There are certainly reasons for staying away from this uncomfortable and disreputable exhibition, but if you have a keen interest in Botticelli’s art there are rewards. It includes the very abraded but still beautiful Virgin and Child with an Angel from the Musée Fesch in Ajaccio, plausibly considered one of Botticelli’s earliest independent works. It also features the unfamiliar Agony in the Garden from Granada in Spain, which is reminiscent, in its horizontal compositional divisions and disconcerting changes in scale, of the late Mystic Nativity in the National Gallery. Neither of these paintings hangs in illuminating company, but the juxtapositions in the main room do help us to understand something about Botticelli. His Allegory of Calumny (from the Uffizi) is placed near the Story of Lucretia (from the Palazzo Pitti) by his young associate Filippino Lippi, which is a much more gracious and less angular painting, less interested in sharp contrasts of colour, with more feeling for empty spaces and unadorned architecture. The contrast does a lot to underline what is most distinctive in the Allegory.

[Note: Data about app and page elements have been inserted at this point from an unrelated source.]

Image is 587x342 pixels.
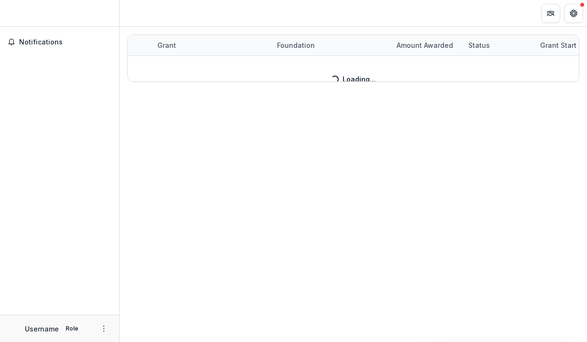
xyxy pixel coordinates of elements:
button: More [98,323,110,335]
span: Notifications [19,38,112,46]
p: Role [63,325,81,333]
button: Partners [541,4,561,23]
button: Notifications [4,34,115,50]
p: Username [25,324,59,334]
button: Get Help [564,4,584,23]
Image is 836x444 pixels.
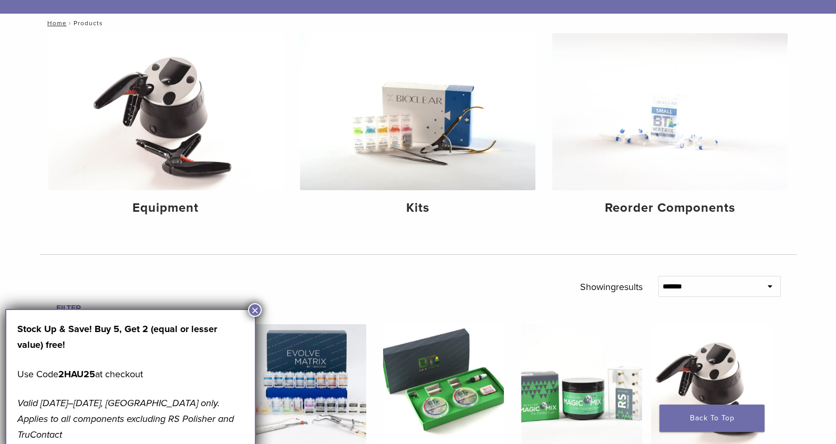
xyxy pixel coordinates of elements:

We may also compare the Allegory of Calumny with Botticelli’s own Story of Virginia (from Bergamo), which hangs beside it and may be only slightly later in date. The exciting fictive reliefs incorporated in the architecture in the Bergamo painting are not integrated into the composition as they were in the Allegory; the lines of the architecture do not relate in the same thrilling way with the movements of the figures; colours and poses are repeated; and the action depends on half-concealed gesticulating choral figures. There is a carelessness about the painting, for example, in the scale of ornament in the pilasters (this is also a problem in the very damaged fresco of the Annunciation which hangs in the same room). Botticelli’s work is puzzlingly varied in quality. Increasingly in his later work he was prepared to permit the participation of his large and undisciplined workshop. In the Story of Virginia it is also clear that he himself was seeking for a new and less carefully crafted style of narrative painting. The degree of Botticelli’s own participation in a work can be best assessed by the quality of the drawing – a subject very little explored here, but which will probably be treated more fully when a more extensive version of the exhibition opens at the Palazzo Strozzi in Florence in the spring.